Help! I Don't Know How To Be Without a Library.
From the Jackson County, Oregon web site, the final update for the night was posted just before midnight:
PRECINCTS COUNTED (OF 51) . . . . . . . . . . 51
REGISTERED VOTERS - TOTAL . . . . 110,952
BALLOTS CAST - TOTAL. . . . . . . . . . . . 58,588
VOTER TURNOUT - TOTAL . . . . . . . . . . 52.80%
15-75 Local Option Tax for Public Library Operations
JACKSON COUNTY
Yes . . . . . . . . . . . . 24,253 = 41.74%
No. . . . . . . . . . . . . 33,852 = 58.26%
Total. . . . . . . . . . . 58,105
We got the first half of the fifty-fifty requirement: The better than fifty percent turnout of registered voters. But for the second time in under a year, Jackson County, Oregon has said a resounding NO to a library funding levy.

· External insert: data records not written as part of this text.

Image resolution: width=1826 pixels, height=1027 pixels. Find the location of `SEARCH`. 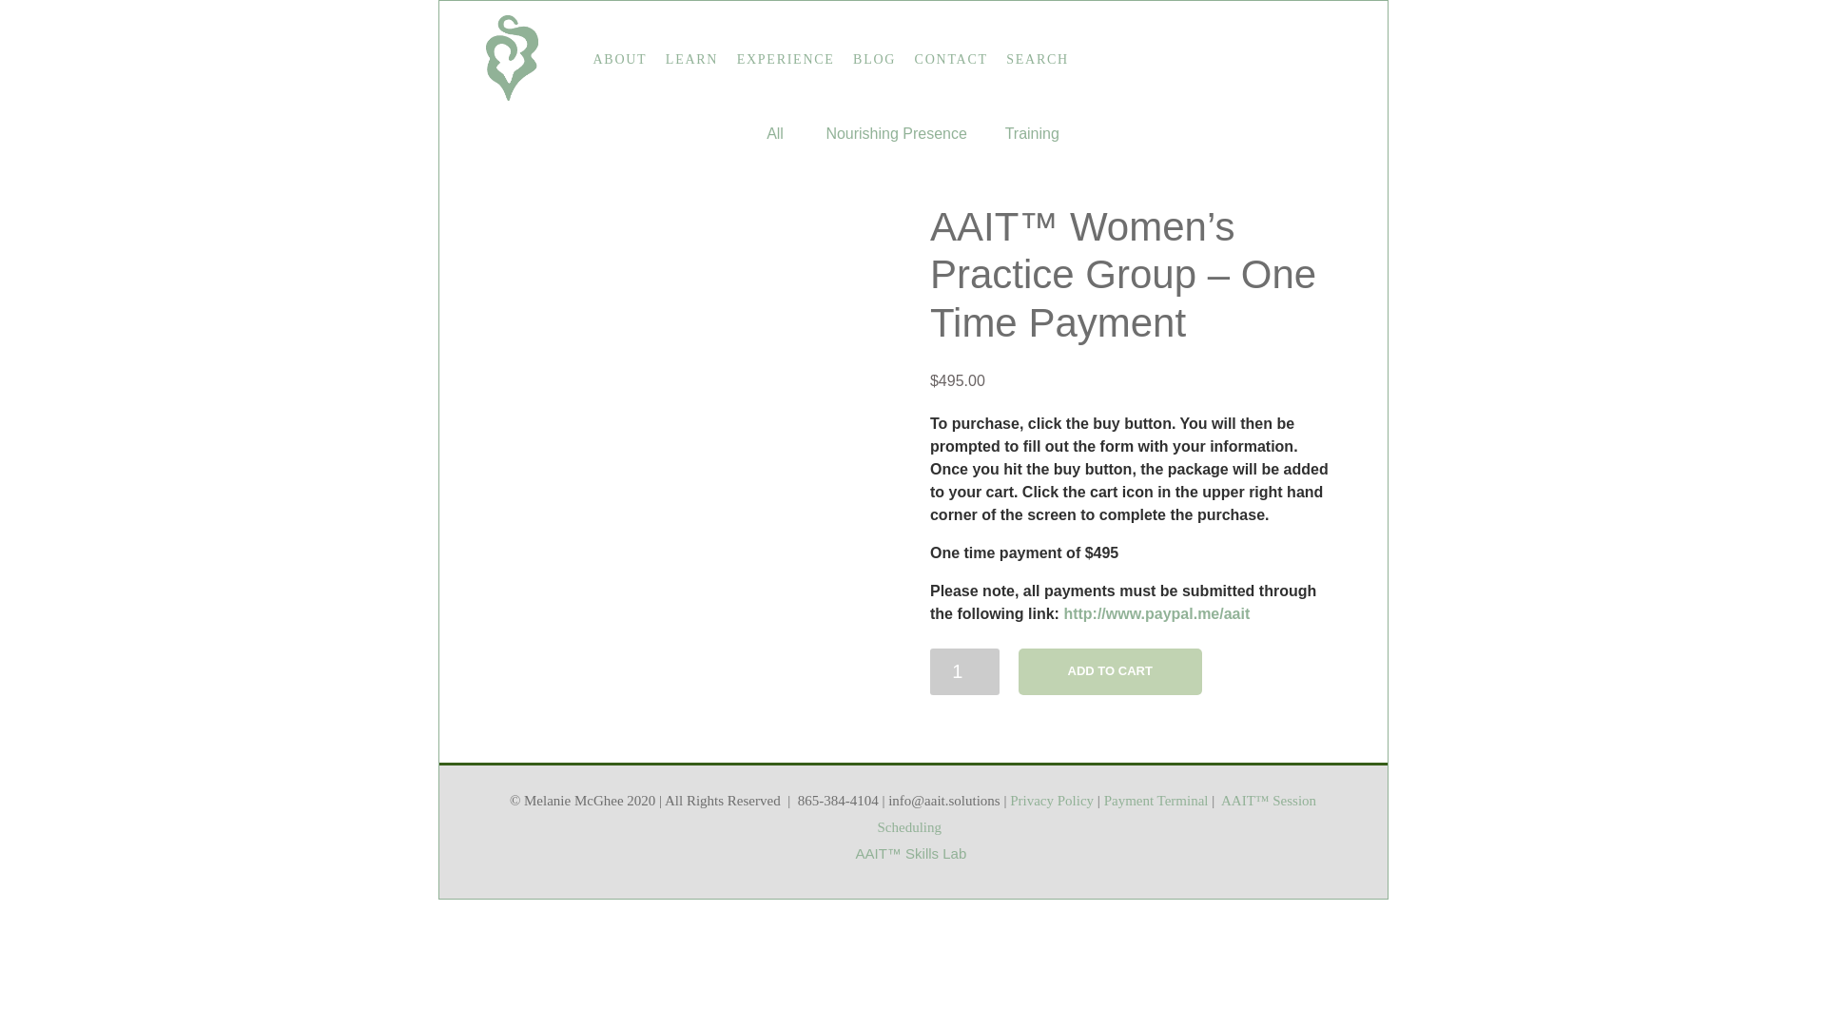

SEARCH is located at coordinates (1037, 59).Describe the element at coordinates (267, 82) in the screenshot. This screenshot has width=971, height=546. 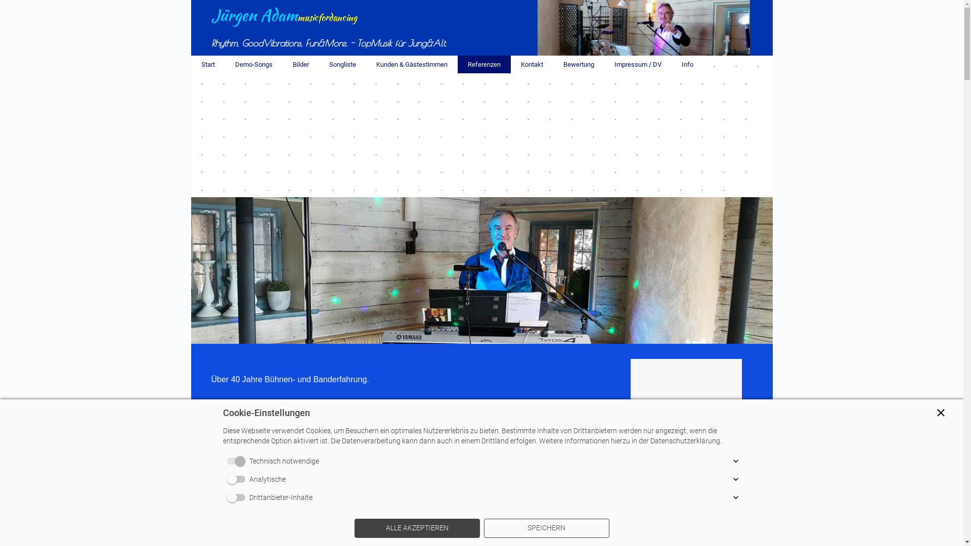
I see `.` at that location.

It is going to take me a few hours, if not days to assimilate the understanding that I'll be without library resources for at least several more months. The earliest another measure can get on the ballot is September.
I don't know how to be without a library in my life!

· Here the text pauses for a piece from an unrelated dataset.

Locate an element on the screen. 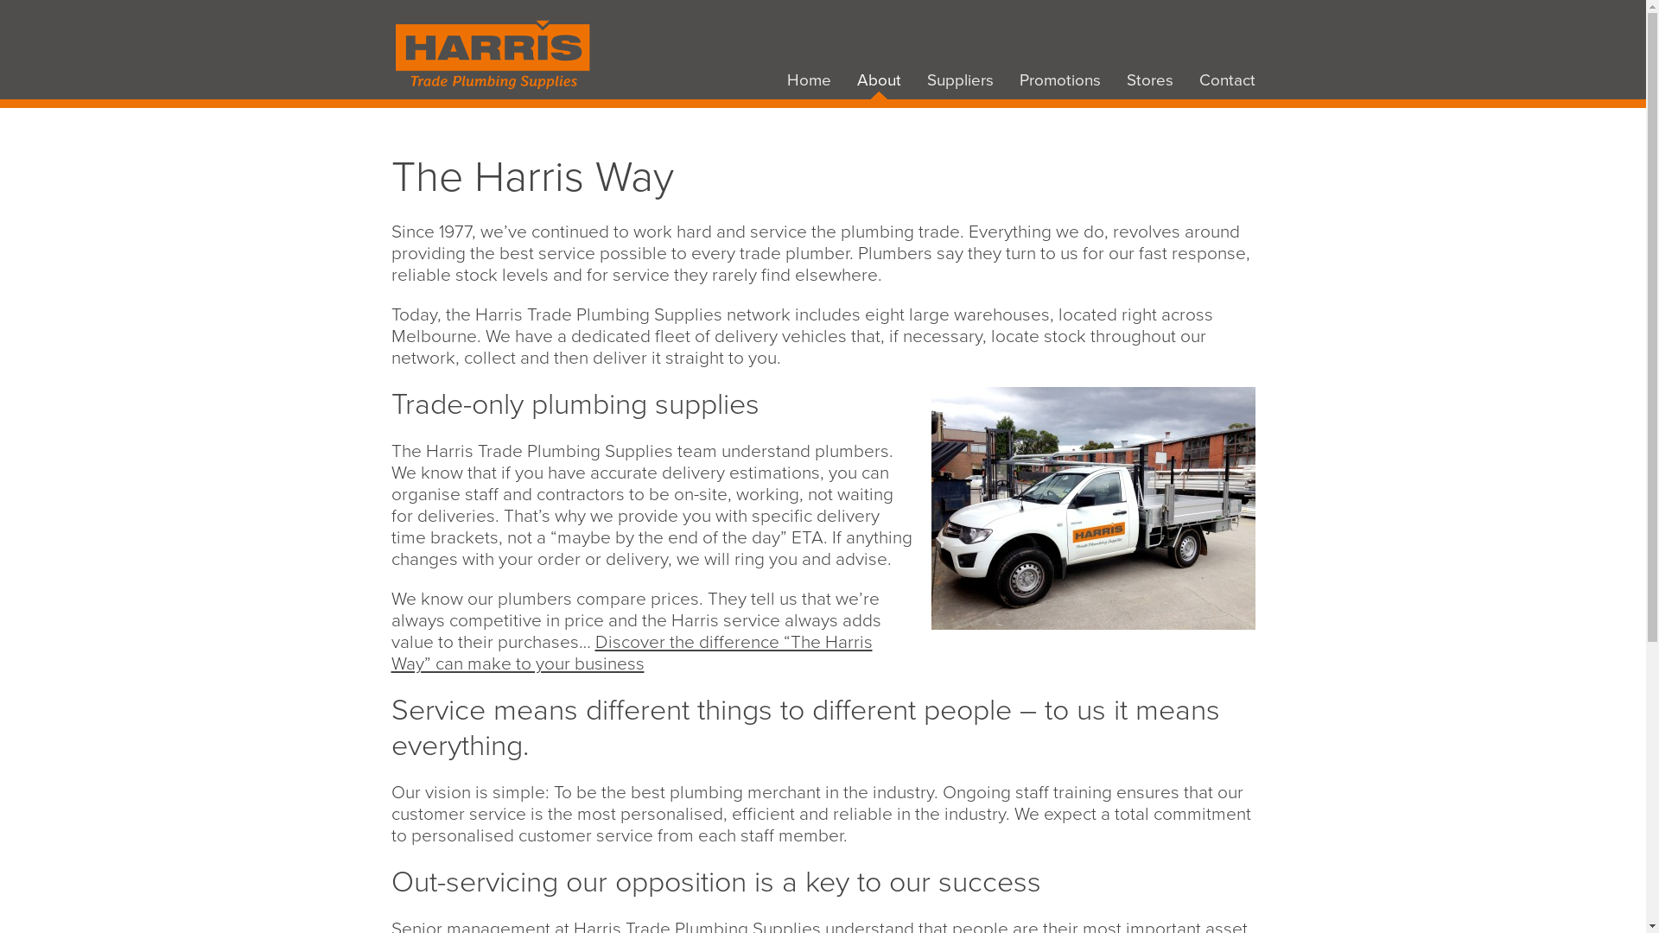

My first memories of visiting the library are from the time my baby brother was still in a stroller. He was 22 months younger. So those memories go back to age three. I have very vivid memories of receiving my first library card at age five and then upgrading to a 13 year old's card with 'upstairs' privileges in the adult stacks. That was in Longview, Washington where I lived until I married just after my 21st birthday and since then I have lived and held cards in Oceanside, California,, Longview again, Jackson County, Oregon, Longview again, Sunnyvale, California and Jackson County again. During the late eighties I had a card with the Southern Oregon State College (now Southern Oregon University) in Ashland as well as the county card. In Longview in the late nineties I had a card with the Lower Columbia Community College as well as the city card.

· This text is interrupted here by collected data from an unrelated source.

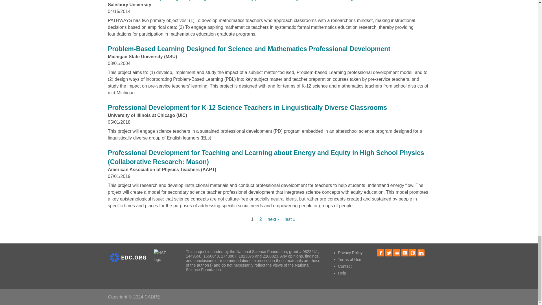 This screenshot has width=542, height=305. I want to click on Go to last page, so click(290, 219).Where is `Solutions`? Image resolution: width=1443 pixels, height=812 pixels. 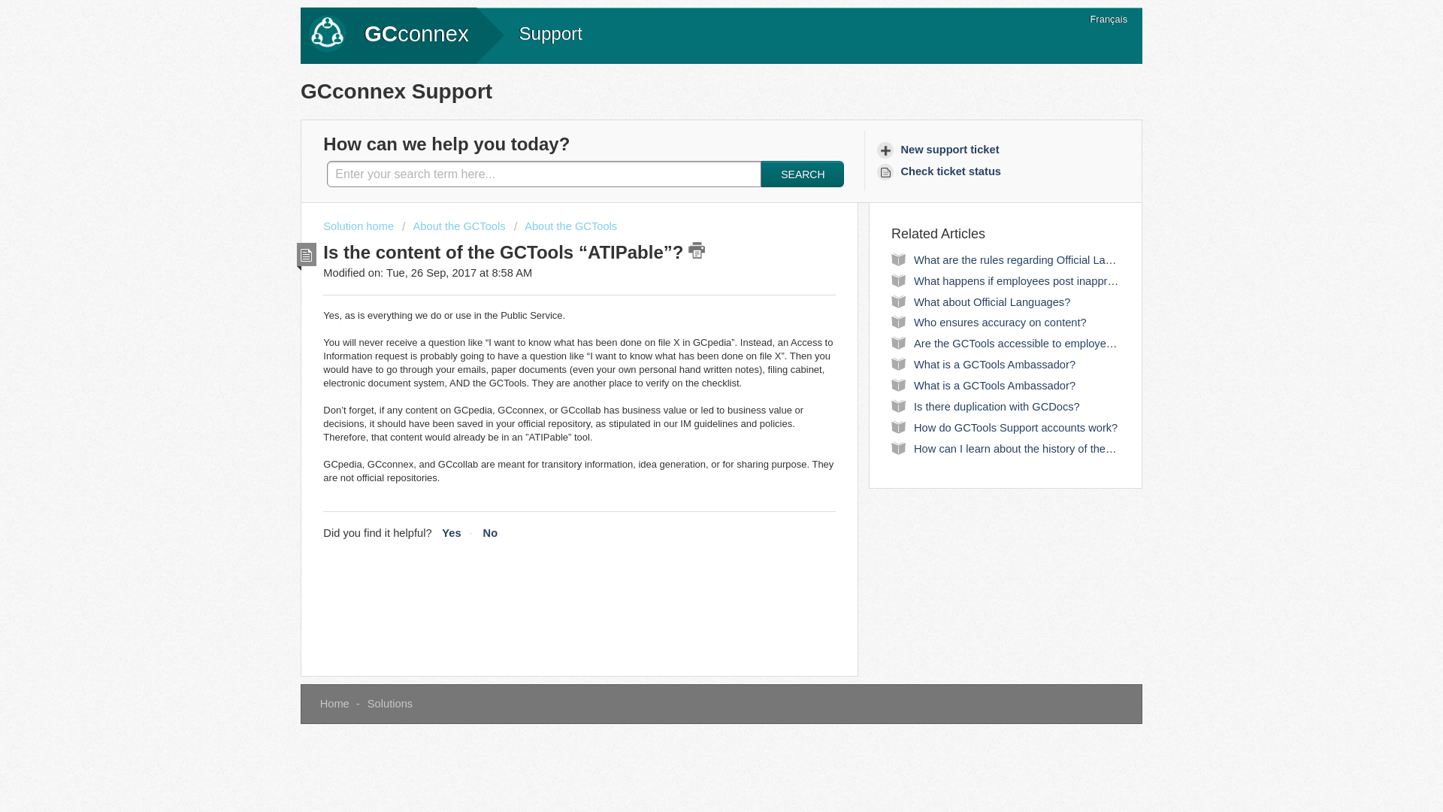 Solutions is located at coordinates (390, 703).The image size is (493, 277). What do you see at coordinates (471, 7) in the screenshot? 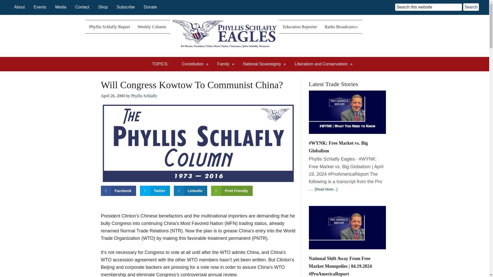
I see `Search` at bounding box center [471, 7].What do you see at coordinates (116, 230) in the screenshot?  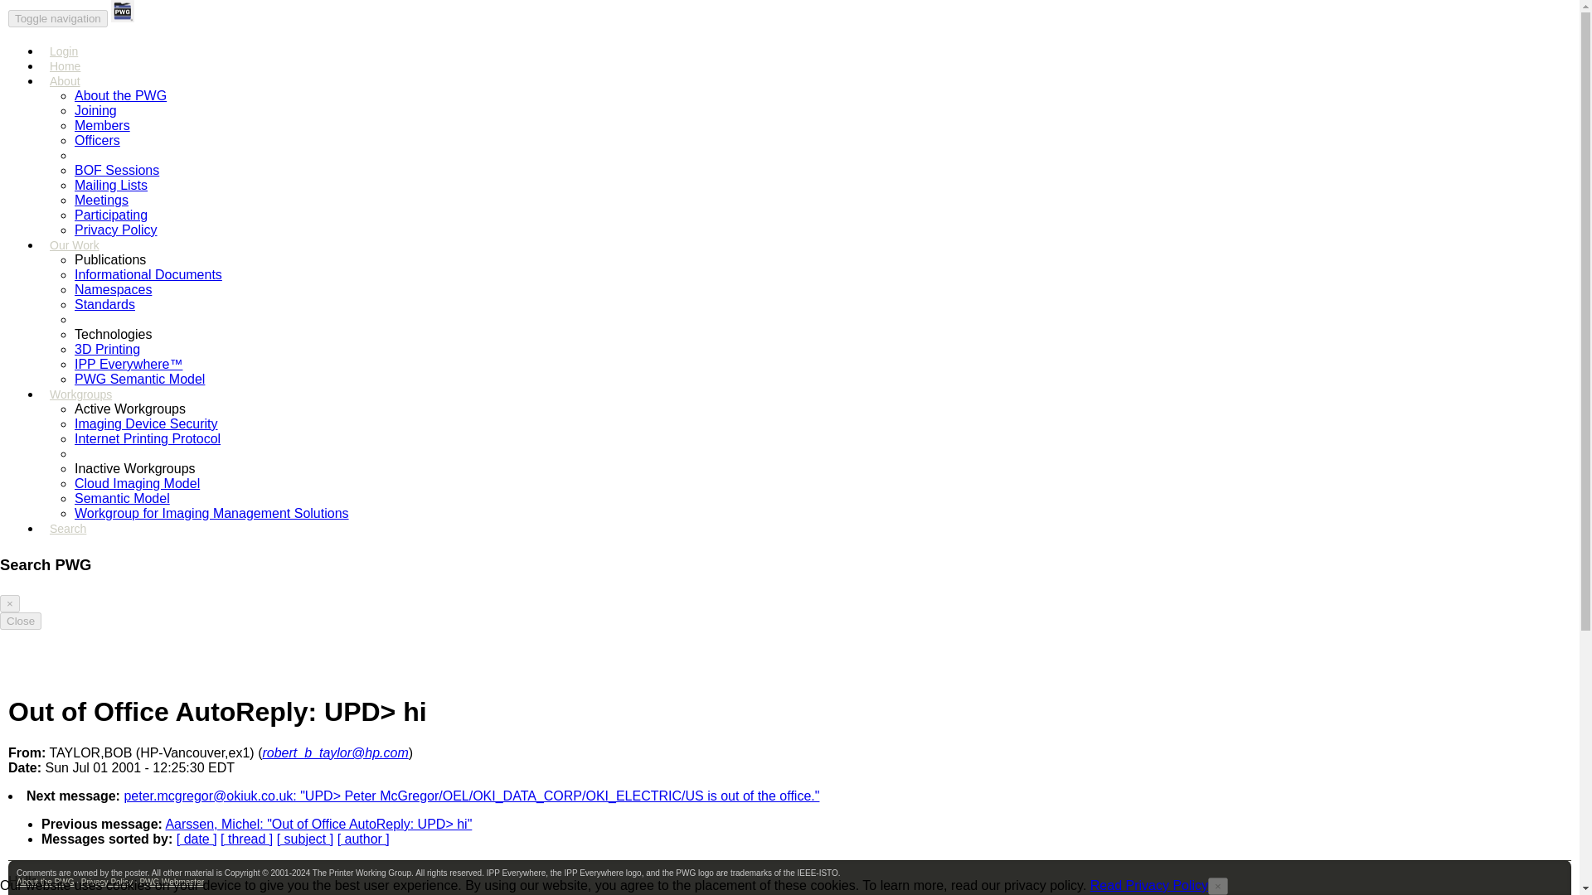 I see `Privacy Policy` at bounding box center [116, 230].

Remind me again how I am supposed to do this. I know I worked out a plan and nothing has changed to alter its parameters, though there was a close call this past two weeks with the malware attack putting my laptop and relatively unhindered access to the Internet in jeopardy. Maybe I'll feel a bit better by tomorrow night, after I've had a chance to adjust to the let down of the slim hope I was holding onto; after I've had a chance to review my plan for how to live and continue my work for a time without library resources. It isn't a long-term plan though. If this is still going on a year from now I'll have to be reminded why I want to continue living in a community where vested interests are holding access to knowledge hostage and the majority of those who care enough to vote about it are A Ok with the idea.